By Bryan Brunette
“Please turn down your stereo.” “You can’t have that beer here.” “We have a floor meeting this evening at 7 p.m.” As a resident assistant (RA) at Seattle University in the mid-1980s, this was pretty much the extent of my duties. How times have changed.
The job stress faced by student leaders in our residential communities today is greater than ever. Specifically, mental health challenges faced by residents and the peer leaders who attempt to help them navigate those have become even more acute. The isolation caused by the COVID-19 pandemic only exacerbated these challenges, and those impacts continue today. Recently collected data indicate that today’s college and university students are struggling. According to the Healthy Minds 2023-24 Survey, nearly two out of five students nationally have reported severe or moderate depressive symptoms, and a full third experienced moderate or severe anxiety.
This is what led my husband and me to join fellow RA friends in establishing the Housing and Residence Life Student Leadership Fund at Seattle University. This is an effort by alumni who worked in residence halls nearly four decades ago to give back to today’s student leaders who are front desk coordinators, desk assistants, resident assistants, and housing office service assistants. Our group of founders comprises about 15 RA alums who, to this day, hold an annual reunion in Seattle. It was at one of these reunions a few years back that this idea came about. This fund, administered by the housing and residence life staff, is designed to provide support to student leaders through additional training, stress-relieving activities, and identity-building items (such as pullovers) that identify these student leaders to the greater campus.

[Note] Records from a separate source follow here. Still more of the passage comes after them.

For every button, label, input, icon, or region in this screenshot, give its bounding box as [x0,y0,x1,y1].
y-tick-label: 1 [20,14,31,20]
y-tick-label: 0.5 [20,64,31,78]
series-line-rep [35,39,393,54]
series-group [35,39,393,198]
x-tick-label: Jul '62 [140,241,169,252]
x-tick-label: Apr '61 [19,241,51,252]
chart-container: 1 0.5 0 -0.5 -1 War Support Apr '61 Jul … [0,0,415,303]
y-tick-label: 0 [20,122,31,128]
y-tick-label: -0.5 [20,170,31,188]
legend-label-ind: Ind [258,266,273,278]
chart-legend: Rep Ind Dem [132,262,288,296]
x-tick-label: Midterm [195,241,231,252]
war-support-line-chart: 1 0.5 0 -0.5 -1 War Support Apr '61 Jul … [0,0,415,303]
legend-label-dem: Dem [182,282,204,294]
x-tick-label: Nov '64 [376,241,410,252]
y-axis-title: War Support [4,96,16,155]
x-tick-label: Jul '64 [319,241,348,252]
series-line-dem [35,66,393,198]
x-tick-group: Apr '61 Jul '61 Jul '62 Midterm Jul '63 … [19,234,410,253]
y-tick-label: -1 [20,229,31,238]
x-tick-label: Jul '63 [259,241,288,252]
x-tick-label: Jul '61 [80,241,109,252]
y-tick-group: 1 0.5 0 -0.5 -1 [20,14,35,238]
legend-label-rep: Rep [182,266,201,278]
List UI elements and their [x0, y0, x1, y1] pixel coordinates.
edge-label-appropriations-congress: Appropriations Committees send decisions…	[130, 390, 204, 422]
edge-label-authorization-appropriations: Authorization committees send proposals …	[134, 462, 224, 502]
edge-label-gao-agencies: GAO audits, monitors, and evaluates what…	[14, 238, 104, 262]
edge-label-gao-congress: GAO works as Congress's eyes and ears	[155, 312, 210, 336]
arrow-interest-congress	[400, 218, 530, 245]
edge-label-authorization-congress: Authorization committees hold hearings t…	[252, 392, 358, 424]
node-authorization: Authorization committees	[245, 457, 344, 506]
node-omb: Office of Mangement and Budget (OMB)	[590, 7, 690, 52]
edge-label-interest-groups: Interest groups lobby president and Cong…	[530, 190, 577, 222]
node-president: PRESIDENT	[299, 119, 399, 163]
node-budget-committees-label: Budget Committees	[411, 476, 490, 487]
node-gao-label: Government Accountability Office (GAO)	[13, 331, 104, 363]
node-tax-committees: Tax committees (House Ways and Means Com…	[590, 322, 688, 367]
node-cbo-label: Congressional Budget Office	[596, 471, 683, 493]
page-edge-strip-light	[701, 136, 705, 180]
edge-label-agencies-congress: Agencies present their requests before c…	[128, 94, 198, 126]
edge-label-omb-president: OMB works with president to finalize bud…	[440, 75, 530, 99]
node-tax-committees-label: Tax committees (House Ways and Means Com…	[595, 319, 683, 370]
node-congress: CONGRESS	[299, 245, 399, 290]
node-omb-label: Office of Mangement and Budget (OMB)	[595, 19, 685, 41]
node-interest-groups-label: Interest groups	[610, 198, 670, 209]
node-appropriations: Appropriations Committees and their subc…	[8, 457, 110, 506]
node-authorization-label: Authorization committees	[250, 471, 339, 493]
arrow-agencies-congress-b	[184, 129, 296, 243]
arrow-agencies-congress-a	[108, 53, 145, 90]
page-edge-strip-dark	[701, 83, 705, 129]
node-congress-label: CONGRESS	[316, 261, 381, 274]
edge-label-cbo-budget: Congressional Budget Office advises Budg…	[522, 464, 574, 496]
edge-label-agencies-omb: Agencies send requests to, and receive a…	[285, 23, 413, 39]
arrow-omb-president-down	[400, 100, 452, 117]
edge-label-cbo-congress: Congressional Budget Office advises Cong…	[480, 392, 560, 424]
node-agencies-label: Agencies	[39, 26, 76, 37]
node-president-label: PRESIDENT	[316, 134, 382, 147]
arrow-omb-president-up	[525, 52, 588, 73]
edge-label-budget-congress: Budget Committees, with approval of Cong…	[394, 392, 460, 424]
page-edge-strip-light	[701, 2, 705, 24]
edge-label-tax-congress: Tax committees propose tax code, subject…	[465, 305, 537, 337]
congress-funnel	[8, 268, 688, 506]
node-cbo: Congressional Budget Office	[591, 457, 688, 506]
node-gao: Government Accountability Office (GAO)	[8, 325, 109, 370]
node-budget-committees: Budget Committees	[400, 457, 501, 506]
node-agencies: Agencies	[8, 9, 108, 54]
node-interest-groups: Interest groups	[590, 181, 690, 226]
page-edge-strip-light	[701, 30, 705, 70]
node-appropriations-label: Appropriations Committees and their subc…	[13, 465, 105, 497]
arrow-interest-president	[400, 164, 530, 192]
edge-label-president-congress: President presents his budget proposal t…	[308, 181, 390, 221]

The fund started organically, but recently received a boost as we were able to endow the fund with a legacy gift and a five-year committed pledge from two members of our group. Plans for further outreach include identifying former RAs and urging them to support this important endeavor. We are actively seeking an alum who would want to provide significant support to solidify the endowed fund’s future.
What does this mean to me? After I left Seattle U, I went on to obtain my master’s degree in college student personnel at Miami University in Ohio. I worked in student housing for five years and continued to marvel at the impact RAs had on their peers. I’m still on college campuses this many years later as an NCAA women’s basketball official, and I see firsthand the challenges faced.

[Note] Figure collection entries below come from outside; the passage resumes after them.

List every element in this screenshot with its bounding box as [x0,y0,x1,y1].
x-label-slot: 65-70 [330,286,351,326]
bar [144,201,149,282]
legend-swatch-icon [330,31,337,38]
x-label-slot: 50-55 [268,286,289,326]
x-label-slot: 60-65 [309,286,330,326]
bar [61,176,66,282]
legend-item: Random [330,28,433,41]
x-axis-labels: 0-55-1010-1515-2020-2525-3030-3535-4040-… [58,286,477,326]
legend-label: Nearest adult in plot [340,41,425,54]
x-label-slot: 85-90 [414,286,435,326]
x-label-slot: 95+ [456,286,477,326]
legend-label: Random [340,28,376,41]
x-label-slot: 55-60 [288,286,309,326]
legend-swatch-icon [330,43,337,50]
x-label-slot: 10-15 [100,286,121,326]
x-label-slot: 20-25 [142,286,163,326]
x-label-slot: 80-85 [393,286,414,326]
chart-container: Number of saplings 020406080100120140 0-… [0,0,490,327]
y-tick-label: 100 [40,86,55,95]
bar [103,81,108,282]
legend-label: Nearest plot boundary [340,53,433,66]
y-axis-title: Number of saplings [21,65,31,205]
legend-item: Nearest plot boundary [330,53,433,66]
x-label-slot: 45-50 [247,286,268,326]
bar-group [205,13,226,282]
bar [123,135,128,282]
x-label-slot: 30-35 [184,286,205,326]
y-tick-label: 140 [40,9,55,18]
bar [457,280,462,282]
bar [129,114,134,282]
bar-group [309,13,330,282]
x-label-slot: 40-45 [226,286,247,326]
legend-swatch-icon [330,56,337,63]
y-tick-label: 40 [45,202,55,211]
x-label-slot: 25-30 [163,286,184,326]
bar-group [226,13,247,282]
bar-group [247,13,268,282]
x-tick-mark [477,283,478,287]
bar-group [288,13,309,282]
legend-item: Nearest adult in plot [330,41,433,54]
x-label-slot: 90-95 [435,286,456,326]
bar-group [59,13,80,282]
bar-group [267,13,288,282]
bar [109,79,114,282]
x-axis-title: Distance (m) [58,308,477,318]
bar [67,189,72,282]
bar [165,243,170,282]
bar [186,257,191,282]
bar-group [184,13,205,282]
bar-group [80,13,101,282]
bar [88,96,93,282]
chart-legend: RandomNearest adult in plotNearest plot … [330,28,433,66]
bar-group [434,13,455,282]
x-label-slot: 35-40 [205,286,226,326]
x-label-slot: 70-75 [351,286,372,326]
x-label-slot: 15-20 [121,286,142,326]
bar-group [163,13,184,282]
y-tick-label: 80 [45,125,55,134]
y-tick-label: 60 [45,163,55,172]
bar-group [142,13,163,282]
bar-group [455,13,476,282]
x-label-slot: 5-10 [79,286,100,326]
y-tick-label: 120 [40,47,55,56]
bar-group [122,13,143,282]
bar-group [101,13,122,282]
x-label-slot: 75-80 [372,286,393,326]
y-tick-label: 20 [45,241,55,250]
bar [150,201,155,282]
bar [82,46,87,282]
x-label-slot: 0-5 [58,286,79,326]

To me, student leaders in residential facilities are the backbone of creating community and providing support to their peer residents. On top of their own commitments to their education, they sign on to assist their fellow students in what is truly a 24/7 job. They truly are the first line and the glue that holds any successful housing and residence life program together.
Providing additional support through this fund is a way I can give back to a university that gave me so much when I was hired as a sophomore RA and then spent the following three years learning critical life skills and developing some of the most important relationships of my lifetime. We hope we’ve created a blueprint for other housing and residence life programs to reach out to their alumni and garner this same kind of support.

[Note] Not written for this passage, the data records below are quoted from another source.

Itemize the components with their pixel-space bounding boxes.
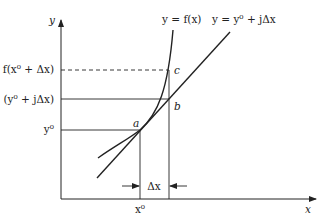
delta-x-label: Δx — [147, 180, 161, 192]
function-curve-label: y = f(x) — [161, 13, 201, 25]
x-axis-label: x — [305, 203, 311, 215]
point-b-label: b — [174, 100, 181, 112]
x0-tick-label: x⁰ — [135, 203, 145, 215]
linear-estimate-tick-label: (y⁰ + jΔx) — [3, 93, 54, 105]
tangent-line-label: y = y⁰ + jΔx — [211, 13, 276, 25]
tangent-line — [97, 32, 230, 178]
y-axis-label: y — [48, 14, 56, 26]
diagram-canvas: y x y = f(x) y = y⁰ + jΔx c b a f(x⁰ + Δ… — [0, 0, 325, 221]
function-curve — [98, 30, 173, 158]
point-a-label: a — [133, 117, 139, 129]
y0-tick-label: y⁰ — [43, 123, 54, 135]
f-shift-tick-label: f(x⁰ + Δx) — [3, 63, 54, 75]
point-c-label: c — [174, 64, 180, 76]
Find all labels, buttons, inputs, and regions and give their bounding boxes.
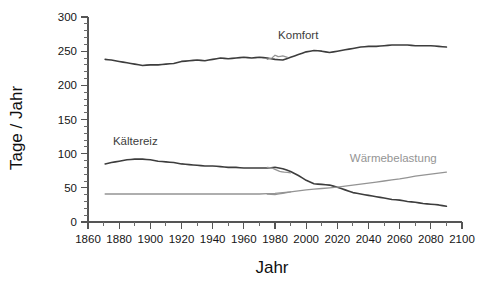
series-label: Kältereiz <box>113 135 158 147</box>
x-axis-title: Jahr <box>255 258 288 277</box>
series-labels: KomfortKältereizWärmebelastung <box>113 29 437 164</box>
x-tick-label: 1920 <box>169 233 195 245</box>
y-tick-label: 100 <box>58 148 77 160</box>
y-tick-label: 250 <box>58 45 77 57</box>
y-tick-label: 300 <box>58 11 77 23</box>
x-tick-label: 1980 <box>262 233 288 245</box>
x-tick-label: 1860 <box>75 233 101 245</box>
x-tick-label: 2020 <box>325 233 351 245</box>
series-label: Komfort <box>278 29 319 41</box>
x-tick-label: 1900 <box>138 233 164 245</box>
y-axis-title: Tage / Jahr <box>7 86 26 170</box>
y-tick-label: 50 <box>64 182 77 194</box>
x-tick-label: 2080 <box>418 233 444 245</box>
series-line <box>105 172 446 194</box>
chart-figure: 0501001502002503001860188019001920194019… <box>0 0 491 281</box>
series-line <box>105 159 446 206</box>
x-tick-label: 1960 <box>231 233 257 245</box>
line-chart: 0501001502002503001860188019001920194019… <box>0 0 491 281</box>
y-tick-label: 200 <box>58 79 77 91</box>
data-series <box>105 45 446 206</box>
x-tick-label: 2060 <box>387 233 413 245</box>
x-tick-label: 2040 <box>356 233 382 245</box>
x-tick-label: 2000 <box>293 233 319 245</box>
y-tick-label: 0 <box>71 216 77 228</box>
x-tick-label: 2100 <box>449 233 475 245</box>
x-tick-label: 1940 <box>200 233 226 245</box>
series-label: Wärmebelastung <box>350 152 437 164</box>
x-tick-label: 1880 <box>106 233 132 245</box>
y-tick-label: 150 <box>58 114 77 126</box>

Residence life literally changed the trajectory of my college career. I’m grateful for the many professionals who took an interest in my future, and I’m incredibly proud to be able to join my friends in supporting the mental welfare of the next generation of Seattle U alums as they impact our world’s future.
It’s not just about the stereo anymore!
Bryan Brunette is a NCAA women's basketball official and an alum of Seattle University in Washington.